AIM OF THE TASK
Give again the lines from the line with "has width=756, height=554." to the last line of the records, exactly and in full. Do not carry over any pictures.

%%

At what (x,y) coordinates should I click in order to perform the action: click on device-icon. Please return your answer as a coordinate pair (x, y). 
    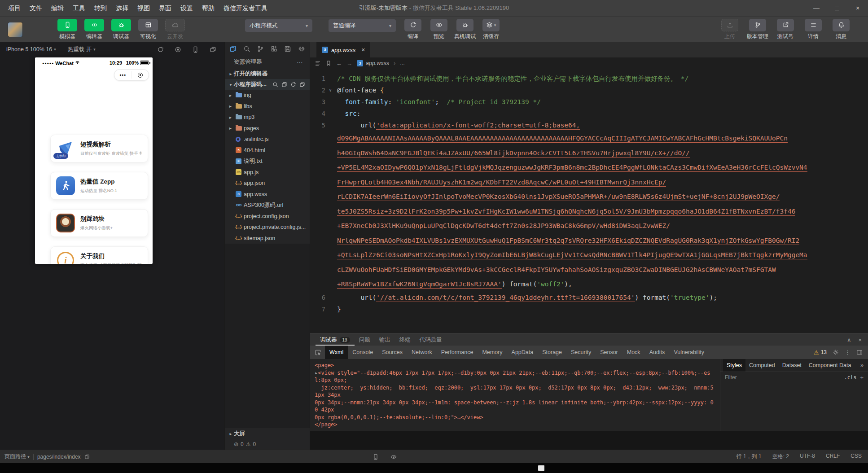
    Looking at the image, I should click on (196, 49).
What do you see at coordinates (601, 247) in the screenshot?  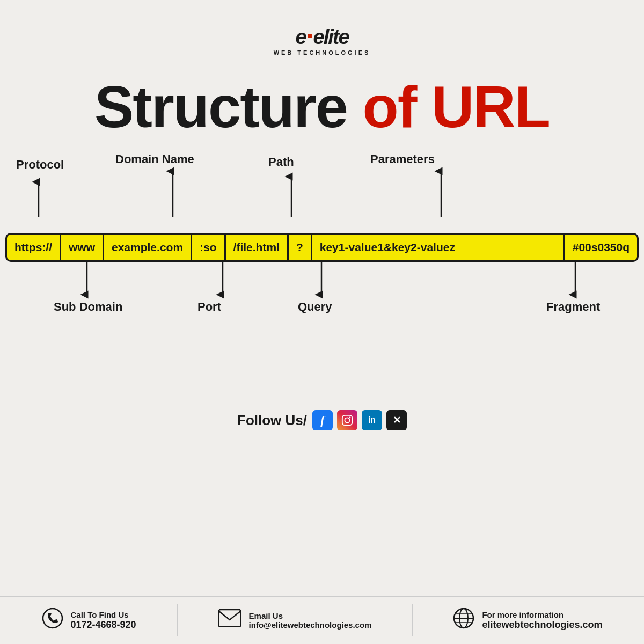 I see `seg-fragment: #00s0350q` at bounding box center [601, 247].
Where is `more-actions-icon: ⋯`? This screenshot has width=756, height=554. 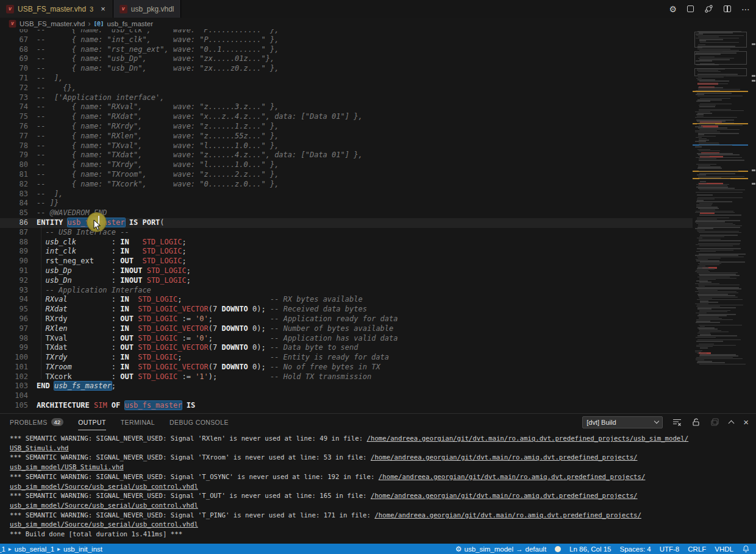
more-actions-icon: ⋯ is located at coordinates (746, 9).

%%

RESULT
Where is `more-actions-icon: ⋯`? This screenshot has width=756, height=554. 
more-actions-icon: ⋯ is located at coordinates (746, 9).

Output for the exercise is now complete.